For Australian businesses and workers, this should be the ultimate concern.

In 1983, the NSW Department of Technical and Further Education released a study entitled An Analysis of the Australian Labour Market for Typists, Stenographers, and SecretariesIt found that the demand for typists had dropped consistently since the mid-60s. “This is reflected in high unemployment rates among those with typing qualifications, but not in any reduction in numbers in training.”

The issue wasn’t simply that typists couldn’t find any work, it was that they were continuing to develop and train as typists in a world that didn’t need them anymore.

Have we learnt our lesson? “No,” says Young, citing a 2013 Gallup study that found only 24% of employees were engaged with their jobs.

“(This) could be an early predictor of the fact that most businesses are not prepared for the change, nor have sufficient processes, systems and structure in place to evolve their current workforce rather than reduce, downsize and rebuild, which is often what happens in Australia.”

In September 2014, the Foundation for Young Australians (FYA) launched an inquiry into whether young people were prepared for the new workforce they were set to enter after completing their education. Their primary focus was on digital literacy and STEM education, both of which will play an important part in Australia’s future. ABC’s Fact Check provided damning statistics on the latter, finding that the domestic rate for STEM graduations is 18%, far lower than many other nations.

Just as troubling is the realisation that students are still being prepared to become job seekers when entering the workforce, rather than job creators. With such an unpredictable future on the horizon, young Australians are not being equipped with the entrepreneurial skills required to devise their own opportunities.

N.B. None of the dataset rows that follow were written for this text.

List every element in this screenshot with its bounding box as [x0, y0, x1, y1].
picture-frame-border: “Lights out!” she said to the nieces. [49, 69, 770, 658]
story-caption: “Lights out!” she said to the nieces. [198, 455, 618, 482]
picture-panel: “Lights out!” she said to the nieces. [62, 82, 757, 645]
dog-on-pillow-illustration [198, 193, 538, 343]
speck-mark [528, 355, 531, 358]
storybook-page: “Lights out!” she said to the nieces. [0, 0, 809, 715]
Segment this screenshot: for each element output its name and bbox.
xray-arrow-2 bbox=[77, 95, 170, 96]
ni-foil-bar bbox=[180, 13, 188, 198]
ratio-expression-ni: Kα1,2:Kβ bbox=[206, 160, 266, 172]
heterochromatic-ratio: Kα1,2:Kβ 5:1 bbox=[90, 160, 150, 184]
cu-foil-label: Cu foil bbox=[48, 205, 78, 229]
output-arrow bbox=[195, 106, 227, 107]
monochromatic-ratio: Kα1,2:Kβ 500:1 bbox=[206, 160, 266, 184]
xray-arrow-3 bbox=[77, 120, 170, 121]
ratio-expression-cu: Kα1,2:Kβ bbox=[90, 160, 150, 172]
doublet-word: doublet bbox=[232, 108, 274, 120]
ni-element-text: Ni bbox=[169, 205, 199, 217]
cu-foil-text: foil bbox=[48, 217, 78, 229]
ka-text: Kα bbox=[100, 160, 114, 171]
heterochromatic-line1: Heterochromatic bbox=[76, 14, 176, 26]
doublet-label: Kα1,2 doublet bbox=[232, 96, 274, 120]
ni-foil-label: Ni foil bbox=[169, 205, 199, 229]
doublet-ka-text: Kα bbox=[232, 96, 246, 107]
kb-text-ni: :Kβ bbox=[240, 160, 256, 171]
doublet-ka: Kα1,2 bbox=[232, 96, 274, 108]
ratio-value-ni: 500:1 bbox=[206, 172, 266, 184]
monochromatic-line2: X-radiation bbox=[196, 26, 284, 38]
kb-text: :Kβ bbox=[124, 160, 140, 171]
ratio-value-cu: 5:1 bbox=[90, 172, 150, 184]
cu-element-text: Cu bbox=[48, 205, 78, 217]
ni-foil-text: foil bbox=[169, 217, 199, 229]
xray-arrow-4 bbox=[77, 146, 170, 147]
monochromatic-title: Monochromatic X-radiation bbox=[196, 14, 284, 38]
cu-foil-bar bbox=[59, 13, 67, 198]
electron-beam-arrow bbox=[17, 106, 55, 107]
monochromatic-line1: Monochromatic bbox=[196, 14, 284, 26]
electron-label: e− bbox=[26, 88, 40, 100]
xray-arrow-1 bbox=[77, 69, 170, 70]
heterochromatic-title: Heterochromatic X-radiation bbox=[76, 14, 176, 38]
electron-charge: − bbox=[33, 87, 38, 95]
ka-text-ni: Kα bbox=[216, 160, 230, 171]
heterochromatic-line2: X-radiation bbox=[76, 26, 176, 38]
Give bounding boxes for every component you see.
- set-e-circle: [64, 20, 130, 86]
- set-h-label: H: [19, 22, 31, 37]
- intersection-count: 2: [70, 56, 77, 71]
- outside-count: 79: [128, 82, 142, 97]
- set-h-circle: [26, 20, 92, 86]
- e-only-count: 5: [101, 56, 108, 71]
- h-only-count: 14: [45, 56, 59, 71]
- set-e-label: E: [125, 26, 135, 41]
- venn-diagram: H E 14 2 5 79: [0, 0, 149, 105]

The government is not faring much better, with funding cuts to innovation hubs like the CSIRO and universities coming even as Prime Minister Turnbull promises to deliver “jobs and growth”.

As happened in the Industrial Revolution, and with the introduction of computers in the 1960s, the future of work marks both an ending and beginning. It’s not as scary as some believe, nor will it bring about the ruination of everything employers and employees alike have worked so hard to create, provided they are prepared for what’s to come.

So how do we prepare? We will be exploring this question, and many more, in A Robot Stole My Job, one of our think tanks taking place at The 8 Percent Festival, October 10 – 12. Book your tickets now, and get ready for what the future has in store for us all.